• TASK PROMPT
Leaving out the pictures, write out exactly each line from the line with "reading: 3.2 cm" through the close of the listing below.

• RECORD EXTRACTS
::::::

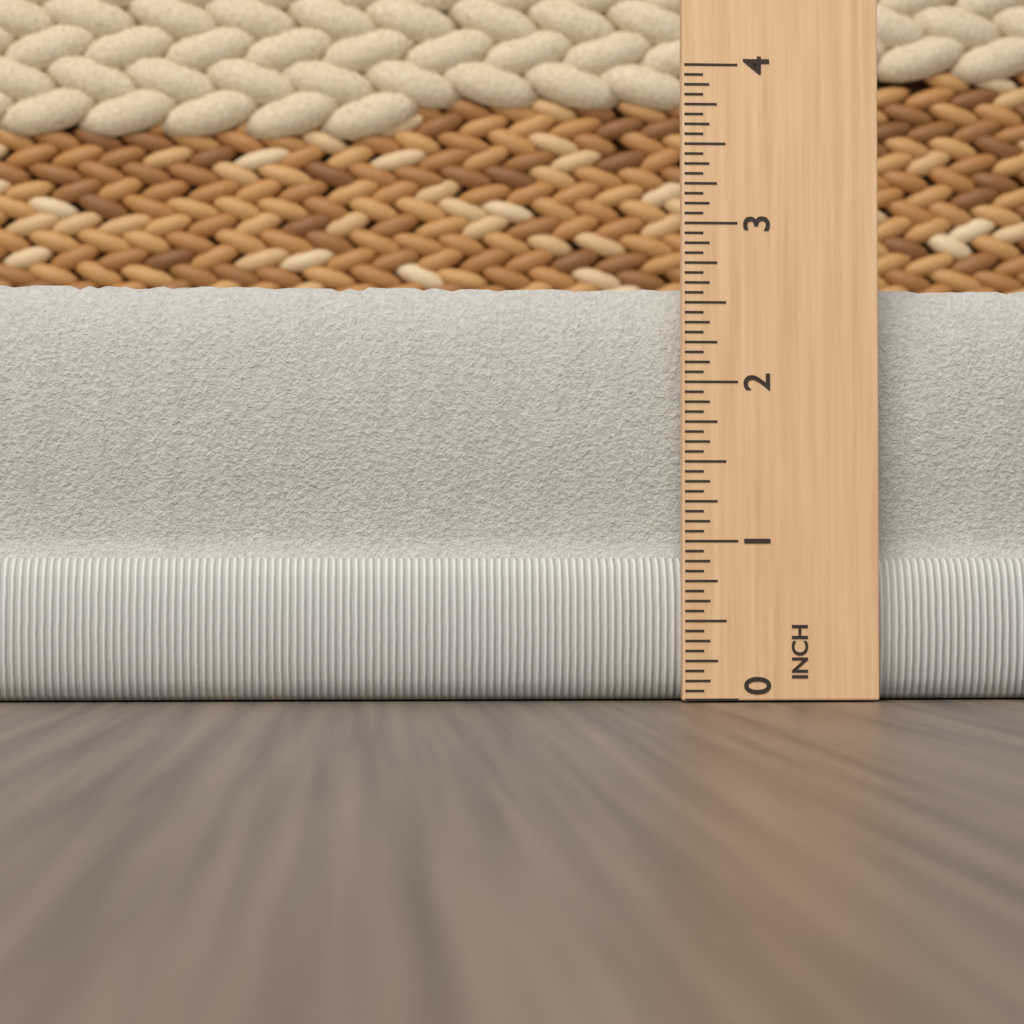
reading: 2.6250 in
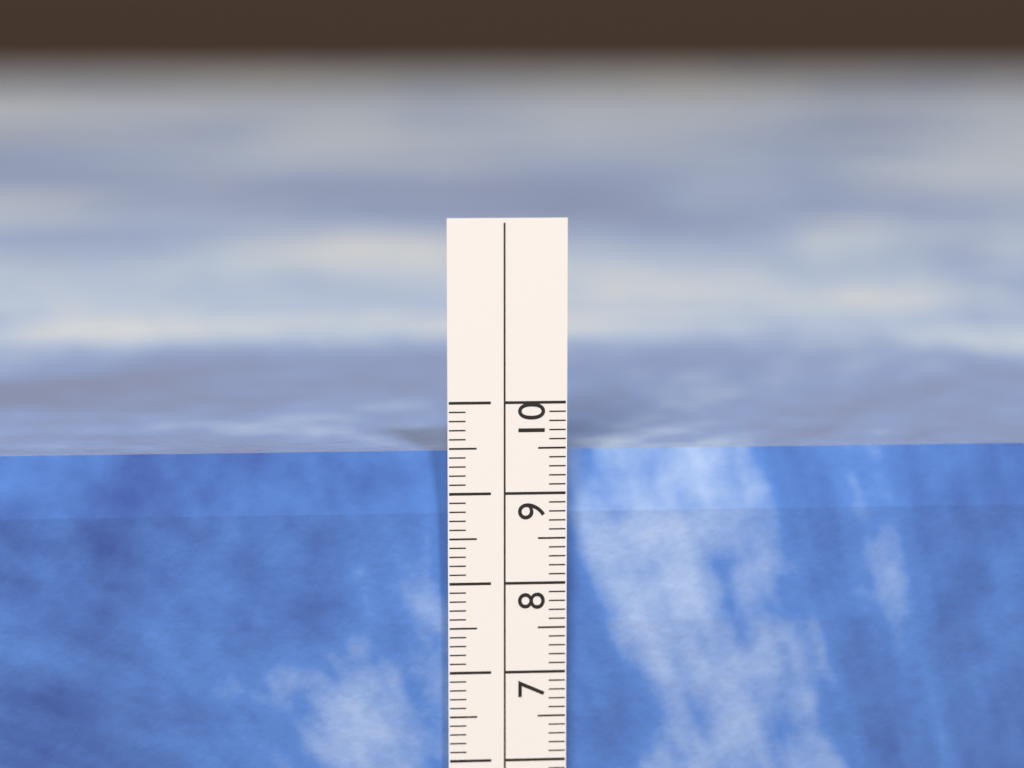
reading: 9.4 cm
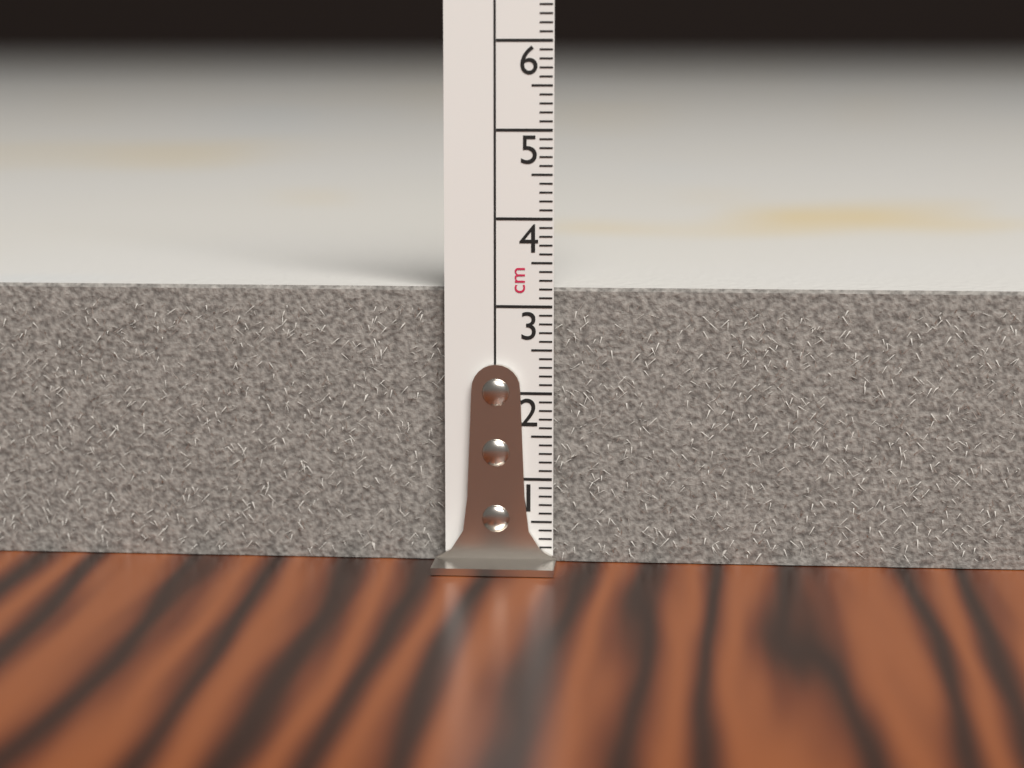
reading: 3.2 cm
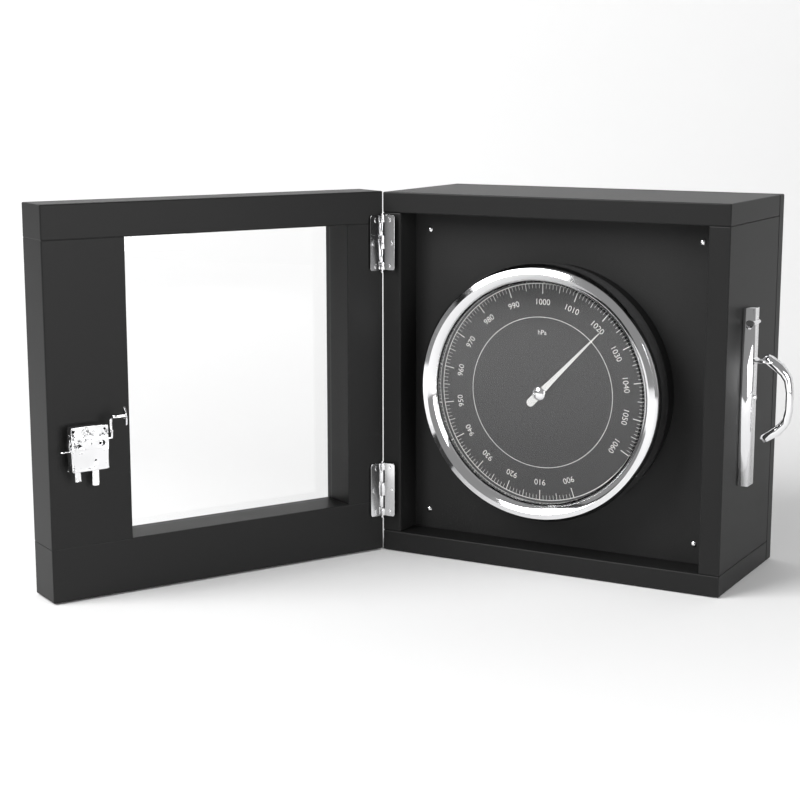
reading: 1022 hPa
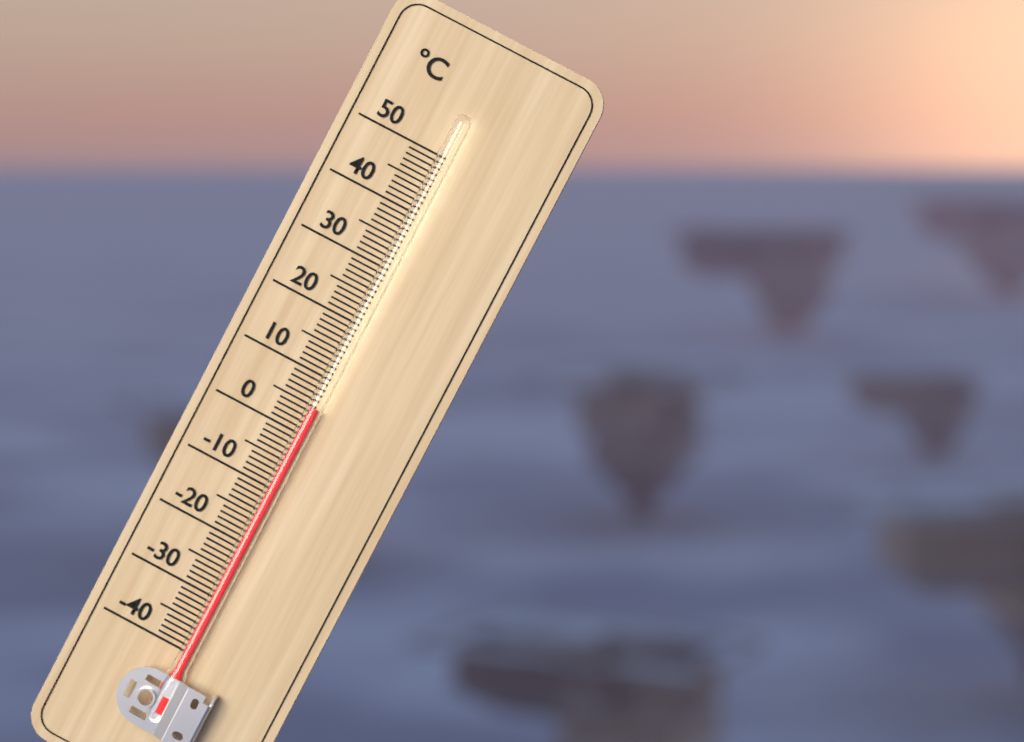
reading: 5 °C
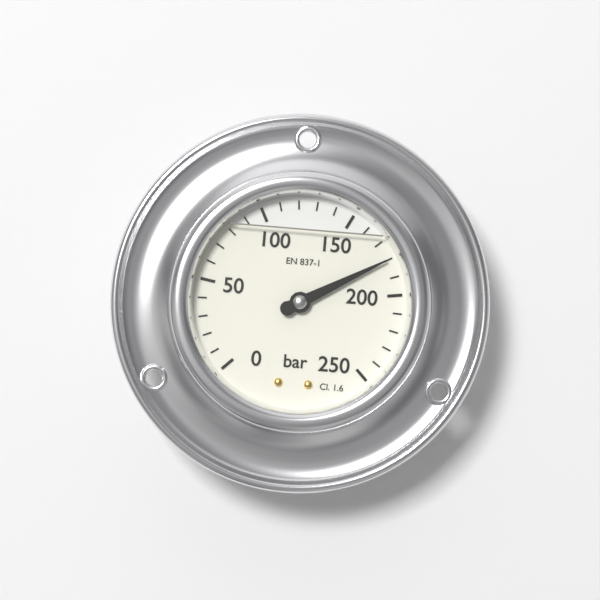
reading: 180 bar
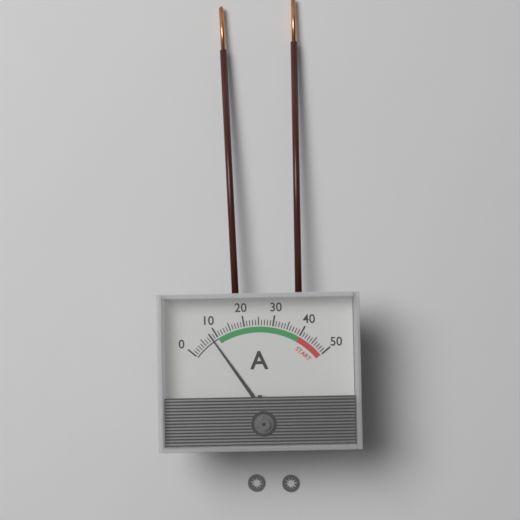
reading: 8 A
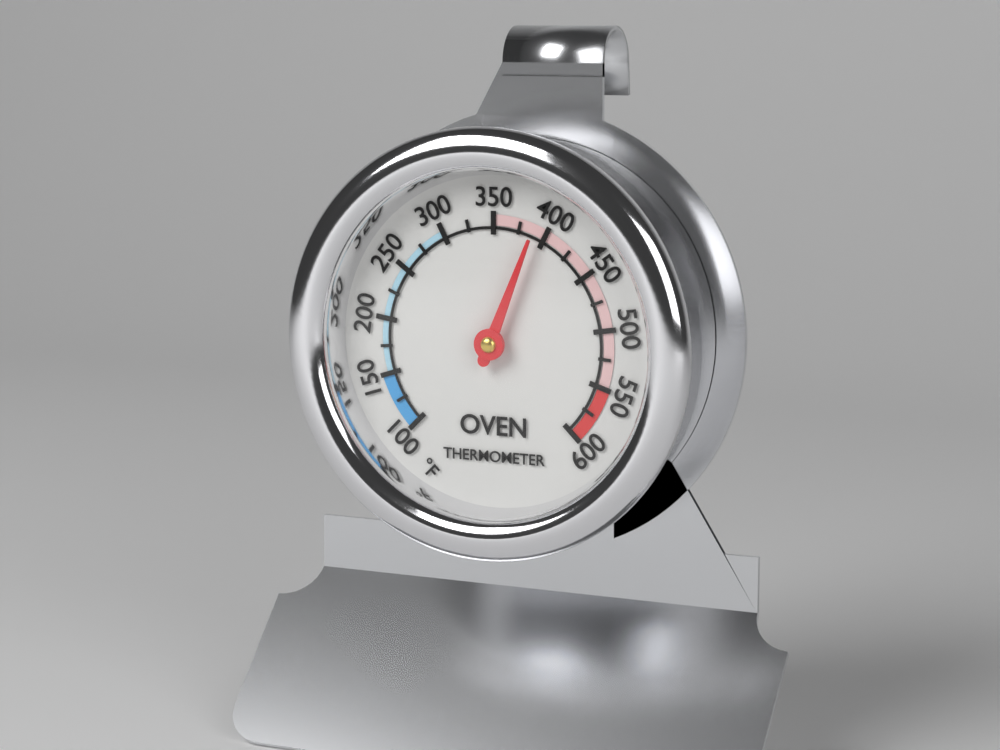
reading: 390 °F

::::::

• THE COMPLETED TASK
reading: 3.2 cm
reading: 1022 hPa
reading: 5 °C
reading: 180 bar
reading: 8 A
reading: 390 °F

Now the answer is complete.